1

COMING out on the street, swinging his stick, Felix was vividly conscious of the outer world—it was as if the curtain had just risen upon a stage scene. The shapes of the trees in the distance had all the interest of a beautifully painted set—artificial, as scenery should be, not aping nature, but symbolizing it. The houses that stood beside the road were cardboard shapes that suggested great masses of brick and stone. And the way the night sky bent down at the street-end to touch the earth—that was marvelous.

The whole scene was refreshing. It had the beauty of something made to be looked at. It was as if the outer-world were no longer the unnoted background of a drama in which he was a baffled participant: he had stepped out of the play now, he was a spectator—he could look on and enjoy the spectacle.

There was a sense of vast release in his mind. The burden of emotion, of pain, of grief, of anger, the intolerable burden of human illusion, was lifted. His shoulders felt lighter, and he carried himself with a jaunty air.

A man passed him—no spectator like himself of this play, but a participant in it, a man to whom things really seemed to matter. With a tired droop of the head and shoulders, putting one foot mechanically before another, he was going home. Two girls passed, eagerly talking to each other. None of them saw him, or the world through which they moved—they were busy acting their parts, too busy thinking about yesterday and tomorrow.

How good it was no longer to have a part to play—to be able to look on, full of curiosity! He was like a disembodied spirit that wanders freely upon the earth without a care. The world was beautiful. All the time that he had been worrying about other things, it had been beautiful—and he had been too passionately entangled in the coil of personal emotions to notice.... The crooked branch of an elm, from which all but a few leaves had fallen, drooping black against the luminous sky—the world had been full of such things all along, and he had never paused to look before.

It was pleasant to have a mind able to notice little things—like the fantastic shadow that danced along the sidewalk, growing shorter and longer and dodging about in front and behind—a mind that could dwell upon light things, instead of revolving eternally in some cycle of hope and fear. A leisurely, disinterested, curious mind!

As he walked, his thoughts touched lightly upon Rose-Ann—he had a fleeting memory-picture, uncoloured by any painful emotion, of her standing on the balcony of that house in Woods Point, about to jump off into the snow-bank; he sensed her as a creature possessed by some wish which she did not understand, driven on by it to delightful and absurd actions.... And Clive, ironically officiating as host to a bridal pair in the house which he had built to shelter his own happiness.... And Phyllis, holding Clive perpetually at arm’s length, because he was not utterly a god.... And himself, strangest shape of all, taking the emotions of all these other characters seriously and trying to adjust his life to them! They were like people in a play, strange and foolish, beautiful and pitiful. He saw them all, he saw his own past self, with a delicate and appreciating exactitude.

But they did not matter—he could stop thinking of them, and look at the nimbus of light around the arc lamp on the corner. That was strange and beautiful, too.

To be a spectator of the spectacle of existence! At first that was enough. But presently he was aware of a vague desire for a fellow-spectator. The desire was faint, but faint as it was it moved his steps to the Illinois Central platform, and presently he emerged upon Michigan Avenue.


**Task details**
Where the word "disagree" shows up in the entries below, please copy the whole line.

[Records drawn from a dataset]
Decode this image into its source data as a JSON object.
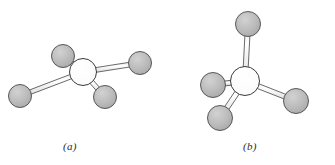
{
  "figure": {
    "background_color": "#ffffff",
    "atom_fill_color": "#b5b5b5",
    "atom_outline_color": "#4a4a4a",
    "center_atom_fill_color": "#ffffff",
    "bond_fill_color": "#f2f2f2",
    "bond_outline_color": "#3a3a3a",
    "panels": [
      {
        "id": "panel-a",
        "label": "(a)",
        "label_x": 63,
        "label_y": 140,
        "center_atom": {
          "name": "central-atom-a",
          "cx": 83,
          "cy": 72,
          "r": 13.5,
          "fill": "#ffffff"
        },
        "ligand_atoms": [
          {
            "name": "ligand-atom-a-upper-left",
            "cx": 63,
            "cy": 56,
            "r": 11.5
          },
          {
            "name": "ligand-atom-a-right",
            "cx": 140,
            "cy": 63,
            "r": 11.5
          },
          {
            "name": "ligand-atom-a-lower-left",
            "cx": 20,
            "cy": 96,
            "r": 11.5
          },
          {
            "name": "ligand-atom-a-lower-mid",
            "cx": 105,
            "cy": 97,
            "r": 11.5
          }
        ],
        "bonds": [
          {
            "name": "bond-a-upper-left",
            "from": [
              83,
              72
            ],
            "to": [
              63,
              56
            ],
            "width": 4.6
          },
          {
            "name": "bond-a-right",
            "from": [
              83,
              72
            ],
            "to": [
              140,
              63
            ],
            "width": 4.6
          },
          {
            "name": "bond-a-lower-left",
            "from": [
              83,
              72
            ],
            "to": [
              20,
              96
            ],
            "width": 4.6
          },
          {
            "name": "bond-a-lower-mid",
            "from": [
              83,
              72
            ],
            "to": [
              105,
              97
            ],
            "width": 4.6
          }
        ]
      },
      {
        "id": "panel-b",
        "label": "(b)",
        "label_x": 243,
        "label_y": 140,
        "center_atom": {
          "name": "central-atom-b",
          "cx": 245,
          "cy": 81,
          "r": 14.5,
          "fill": "#ffffff"
        },
        "ligand_atoms": [
          {
            "name": "ligand-atom-b-top",
            "cx": 248,
            "cy": 24,
            "r": 12.5
          },
          {
            "name": "ligand-atom-b-left",
            "cx": 213,
            "cy": 85,
            "r": 12.5
          },
          {
            "name": "ligand-atom-b-lower-left",
            "cx": 220,
            "cy": 118,
            "r": 12.5
          },
          {
            "name": "ligand-atom-b-right",
            "cx": 296,
            "cy": 101,
            "r": 12.5
          }
        ],
        "bonds": [
          {
            "name": "bond-b-top",
            "from": [
              245,
              81
            ],
            "to": [
              248,
              24
            ],
            "width": 5.0
          },
          {
            "name": "bond-b-left",
            "from": [
              245,
              81
            ],
            "to": [
              213,
              85
            ],
            "width": 5.0
          },
          {
            "name": "bond-b-lower-left",
            "from": [
              245,
              81
            ],
            "to": [
              220,
              118
            ],
            "width": 5.0
          },
          {
            "name": "bond-b-right",
            "from": [
              245,
              81
            ],
            "to": [
              296,
              101
            ],
            "width": 5.0
          }
        ]
      }
    ]
  }
}
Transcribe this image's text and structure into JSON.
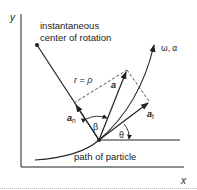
{
  "diagram": {
    "axes": {
      "x_label": "x",
      "y_label": "y"
    },
    "labels": {
      "center_line1": "instantaneous",
      "center_line2": "center of rotation",
      "radius": "r = ρ",
      "accel": "a",
      "accel_normal": "a",
      "accel_normal_sub": "n",
      "accel_tangent": "a",
      "accel_tangent_sub": "t",
      "beta": "β",
      "theta": "θ",
      "omega_alpha": "ω, α",
      "path": "path of particle"
    },
    "colors": {
      "ink": "#222222",
      "background": "#ffffff",
      "dotted": "#bbbbbb"
    }
  }
}
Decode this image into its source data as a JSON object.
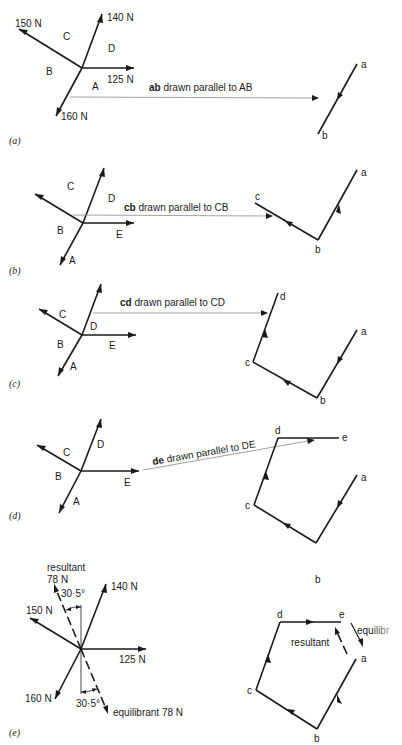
{
  "figure": {
    "panels": [
      {
        "id": "a",
        "caption": "(a)",
        "forces": [
          {
            "label": "140 N"
          },
          {
            "label": "150 N"
          },
          {
            "label": "125 N"
          },
          {
            "label": "160 N"
          }
        ],
        "spaces": [
          "A",
          "B",
          "C",
          "D"
        ],
        "note": {
          "bold": "ab",
          "text": " drawn parallel to AB"
        },
        "polygon_points": [
          "a",
          "b"
        ]
      },
      {
        "id": "b",
        "caption": "(b)",
        "spaces": [
          "A",
          "B",
          "C",
          "D",
          "E"
        ],
        "note": {
          "bold": "cb",
          "text": " drawn parallel to CB"
        },
        "polygon_points": [
          "a",
          "b",
          "c"
        ]
      },
      {
        "id": "c",
        "caption": "(c)",
        "spaces": [
          "A",
          "B",
          "C",
          "D",
          "E"
        ],
        "note": {
          "bold": "cd",
          "text": " drawn parallel to CD"
        },
        "polygon_points": [
          "a",
          "b",
          "c",
          "d"
        ]
      },
      {
        "id": "d",
        "caption": "(d)",
        "spaces": [
          "A",
          "B",
          "C",
          "D",
          "E"
        ],
        "note": {
          "bold": "de",
          "text": " drawn parallel to DE"
        },
        "polygon_points": [
          "a",
          "b",
          "c",
          "d",
          "e"
        ]
      },
      {
        "id": "e",
        "caption": "(e)",
        "forces": [
          {
            "label": "140 N"
          },
          {
            "label": "150 N"
          },
          {
            "label": "125 N"
          },
          {
            "label": "160 N"
          }
        ],
        "resultant": {
          "label": "resultant",
          "magnitude": "78 N",
          "angle": "30·5°"
        },
        "equilibrant": {
          "label": "equilibrant 78 N",
          "angle": "30·5°"
        },
        "polygon_points": [
          "a",
          "b",
          "c",
          "d",
          "e"
        ],
        "polygon_resultant_label": "resultant",
        "polygon_equilibrant_label": "equilibr",
        "orphan_label": "b"
      }
    ]
  }
}
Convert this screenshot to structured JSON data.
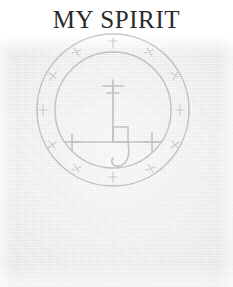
{
  "page": {
    "title": "MY SPIRIT",
    "background_color": "#ffffff",
    "scan_background_color": "#f1f1f1",
    "ink_color": "#9a9a9a",
    "title_color": "#2b2b2b"
  },
  "sigil": {
    "name": "spirit-sigil",
    "description": "Faint hand-drawn occult seal: two concentric circles enclosing a ring band of small glyph marks, with a central cross-staff figure",
    "center_x": 113,
    "center_y": 148,
    "outer_radius": 76,
    "inner_radius": 58,
    "ink_opacity": 0.55,
    "elements": [
      {
        "name": "outer-circle",
        "type": "circle",
        "radius": 76
      },
      {
        "name": "inner-circle",
        "type": "circle",
        "radius": 58
      },
      {
        "name": "ring-band-glyphs",
        "type": "glyph-ring",
        "count": 12
      },
      {
        "name": "patriarchal-cross-top",
        "type": "double-bar-cross"
      },
      {
        "name": "vertical-stem",
        "type": "line"
      },
      {
        "name": "horizontal-bar",
        "type": "line"
      },
      {
        "name": "left-terminal-cross",
        "type": "small-cross"
      },
      {
        "name": "right-terminal-cross",
        "type": "small-cross"
      },
      {
        "name": "center-square",
        "type": "square"
      },
      {
        "name": "descending-hook",
        "type": "curve"
      }
    ]
  }
}
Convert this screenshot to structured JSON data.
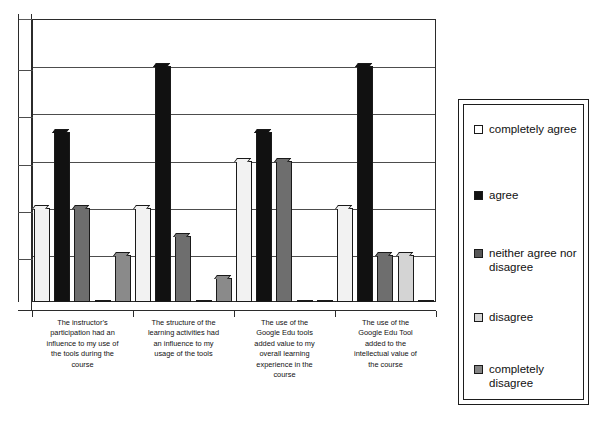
{
  "chart_data": {
    "type": "bar",
    "title": "",
    "subtitle": "",
    "xlabel": "",
    "ylabel": "",
    "grid": true,
    "legend_position": "right",
    "ylim": [
      0,
      6
    ],
    "gridline_count": 6,
    "categories": [
      "The instructor’s participation had an influence to my use of the tools during the course",
      "The structure of the learning activities had an influence to my usage of the tools",
      "The use of the Google Edu tools added value to my overall learning experience in the course",
      "The use of the Google Edu Tool added to the intellectual value of the course"
    ],
    "category_lines": [
      [
        "The instructor’s",
        "participation had an",
        "influence to my use of",
        "the tools during the",
        "course"
      ],
      [
        "The structure of the",
        "learning activities had",
        "an influence to my",
        "usage of the tools"
      ],
      [
        "The use of the",
        "Google Edu tools",
        "added value to my",
        "overall learning",
        "experience in the",
        "course"
      ],
      [
        "The use of the",
        "Google Edu Tool",
        "added to the",
        "intellectual value of",
        "the course"
      ]
    ],
    "series": [
      {
        "name": "completely agree",
        "color": "#f2f2f2",
        "values": [
          2,
          2,
          3,
          2
        ]
      },
      {
        "name": "agree",
        "color": "#111111",
        "values": [
          3.6,
          5,
          3.6,
          5
        ]
      },
      {
        "name": "neither agree nor disagree",
        "color": "#6e6e6e",
        "values": [
          2,
          1.4,
          3,
          1
        ]
      },
      {
        "name": "disagree",
        "color": "#d4d4d4",
        "values": [
          0,
          0,
          0,
          1
        ]
      },
      {
        "name": "completely disagree",
        "color": "#8a8a8a",
        "values": [
          1,
          0.5,
          0,
          0
        ]
      }
    ]
  },
  "legend": {
    "items": [
      {
        "label": "completely agree",
        "color": "#ffffff"
      },
      {
        "label": "agree",
        "color": "#111111"
      },
      {
        "label": "neither agree nor disagree",
        "color": "#575757"
      },
      {
        "label": "disagree",
        "color": "#d4d4d4"
      },
      {
        "label": "completely disagree",
        "color": "#848484"
      }
    ]
  }
}
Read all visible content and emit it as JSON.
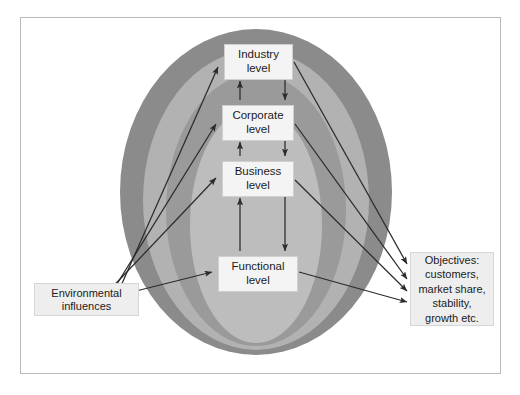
{
  "figure": {
    "kind": "nested-ellipse-levels-diagram",
    "frame": {
      "border_color": "#b9b9b9",
      "background": "#ffffff"
    }
  },
  "rings": {
    "label": "nested strategy level bands",
    "bands": [
      {
        "name": "industry-ring",
        "color": "#8b8b8b"
      },
      {
        "name": "corporate-ring",
        "color": "#b2b2b2"
      },
      {
        "name": "business-ring",
        "color": "#9a9a9a"
      },
      {
        "name": "functional-ring",
        "color": "#bdbdbd"
      }
    ]
  },
  "levels": [
    {
      "id": "industry",
      "label": "Industry\nlevel"
    },
    {
      "id": "corporate",
      "label": "Corporate\nlevel"
    },
    {
      "id": "business",
      "label": "Business\nlevel"
    },
    {
      "id": "functional",
      "label": "Functional\nlevel"
    }
  ],
  "inputs": {
    "environmental": {
      "label": "Environmental\ninfluences"
    }
  },
  "outputs": {
    "objectives": {
      "label": "Objectives:\ncustomers,\nmarket share,\nstability,\ngrowth etc."
    }
  },
  "connectors": {
    "influence_arrows": "environmental influences into each level",
    "level_arrows": "bidirectional flow between adjacent levels",
    "objective_arrows": "each level out to objectives"
  },
  "colors": {
    "arrow": "#2b2b2b",
    "box_fill": "#f2f2f2",
    "box_border": "#cfcfcf",
    "text": "#1b1b1b"
  }
}
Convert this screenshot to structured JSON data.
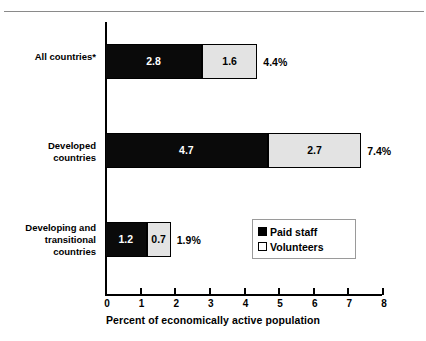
{
  "chart_data": {
    "type": "bar",
    "orientation": "horizontal",
    "stacked": true,
    "title": "",
    "xlabel": "Percent of economically active population",
    "ylabel": "",
    "xlim": [
      0,
      8
    ],
    "xticks": [
      "0",
      "1",
      "2",
      "3",
      "4",
      "5",
      "6",
      "7",
      "8"
    ],
    "grid": false,
    "legend_position": "inside-lower-right",
    "categories": [
      "All countries*",
      "Developed countries",
      "Developing and transitional countries"
    ],
    "category_lines": [
      [
        "All countries*"
      ],
      [
        "Developed",
        "countries"
      ],
      [
        "Developing and",
        "transitional",
        "countries"
      ]
    ],
    "series": [
      {
        "name": "Paid staff",
        "color": "#000000",
        "values": [
          2.8,
          4.7,
          1.2
        ]
      },
      {
        "name": "Volunteers",
        "color": "#e3e3e3",
        "values": [
          1.6,
          2.7,
          0.7
        ]
      }
    ],
    "bar_value_labels": [
      [
        "2.8",
        "1.6"
      ],
      [
        "4.7",
        "2.7"
      ],
      [
        "1.2",
        "0.7"
      ]
    ],
    "totals": [
      4.4,
      7.4,
      1.9
    ],
    "total_labels": [
      "4.4%",
      "7.4%",
      "1.9%"
    ]
  },
  "legend": {
    "items": [
      {
        "label": "Paid staff",
        "swatch": "filled-black-square"
      },
      {
        "label": "Volunteers",
        "swatch": "outlined-white-square"
      }
    ]
  },
  "axis": {
    "x_title": "Percent of economically active population"
  }
}
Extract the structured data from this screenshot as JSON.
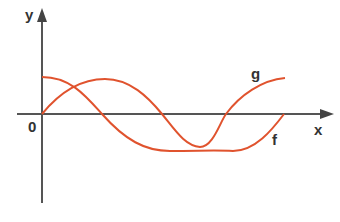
{
  "diagram": {
    "axes": {
      "x_label": "x",
      "y_label": "y",
      "origin_label": "0"
    },
    "curves": [
      {
        "name": "f",
        "label": "f",
        "shape": "cosine-like",
        "color": "#e0532e"
      },
      {
        "name": "g",
        "label": "g",
        "shape": "sine-like",
        "color": "#e0532e"
      }
    ],
    "colors": {
      "axis": "#555555",
      "curve": "#e0532e"
    }
  }
}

**Solution for this problem**
        "name": "neither agree nor disagree",
        "name": "disagree",
        "name": "completely disagree",
        "label": "neither agree nor disagree",
        "label": "disagree",
        "label": "completely disagree",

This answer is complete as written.